I’ve reached the point that when someone asks, “What are you reading?” I sometimes have the good fortune to say, “Dan Pink.” Whatever this man writes, I want to read. He is a thinker who is at least 1.5 standard deviations beyond the bell curve. And he knows how to blend storytelling and research in ways that produce remarkably engaging and insightful writings.
In Drive, he “exposes the mismatch between what science knows and what business does—and how that affects every aspect of life.” He takes on some of our most sacred workplace cows: the “carrot-and-stick” mentality of getting others to do what we want, the blind reliance on external motivators, the whole premise of management. He counters them with what we all know experientially: that rewarding good behavior and punishing bad may curtail what we don’t want in the short term but does not enhance performance, creativity, or self-direction in the long term. He reminds us that we are all, by nature, curious and self-directed. If you doubt it, just look at any toddler. What fuels our motivation are not carrots and sticks but autonomy, mastery, and purpose.

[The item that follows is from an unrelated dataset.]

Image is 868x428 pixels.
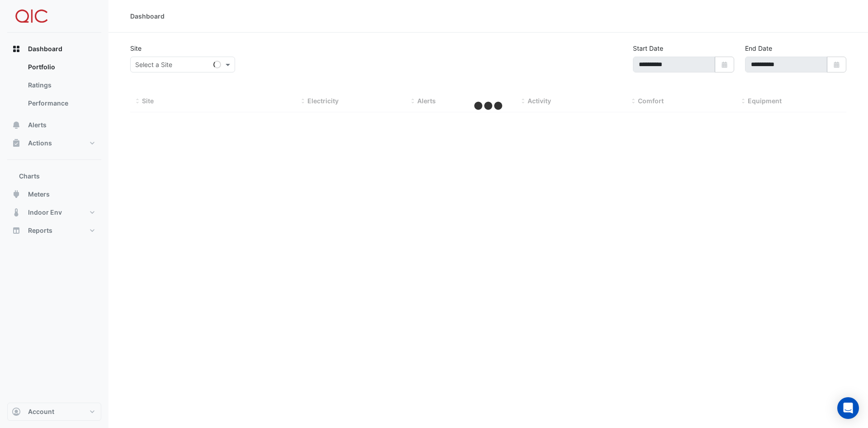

When we get stuck in a set of well-intended but misguided beliefs about the human condition—as Dan illustrates in the first part of the book, using both research and real-life examples—we turn a blind eye to the self-organizing and self-correcting capacity of people at work as well as at play.
In another life, I was a literature major. So I find his frequent reliance on metaphors a refreshing way of presenting what we already know intuitively and are quick to ignore when we’re in a management seat. The book is built on an extended metaphor that likens motivation to computer operating systems: Motivation 1.0, which is survival; Motivation 2.0 and Motivation 2.1, which are variants on the pleasure-pain principle; and Motivation 3.0, which is anchored in the motivating power of autonomy, mastery, and purpose. He also peppers the pages with one-shots like our “default settings,” our “motivation bucket,” and a reference to tossing management onto the “linguistic ash heap….’” In short, he knows how to engage our imaginations in ways that trigger emotional as well as logical responses.
Some criticize him for presenting “old” research on motivation. I applaud him for putting it into language that managers may finally begin to hear. There has always been a lag between what science discovers and what everyday people are able to translate into action and results. The fact that some of his research goes back 20, 30, even 60 years speaks more to the insular world in which most managers live and the slow pace at which we allow research findings to penetrate our awareness than it does to Pink’s choice of subject matter or his manner of presentation.
This is a man who sees the world with fresh eyes, who sees the absurdity of “what is” and knows how to frame “what might be” in simple stories and easy language. If you’re struggling with ways to motivate those you lead and are willing to examine how your own operating system may be the obstacle, then I recommend Drive.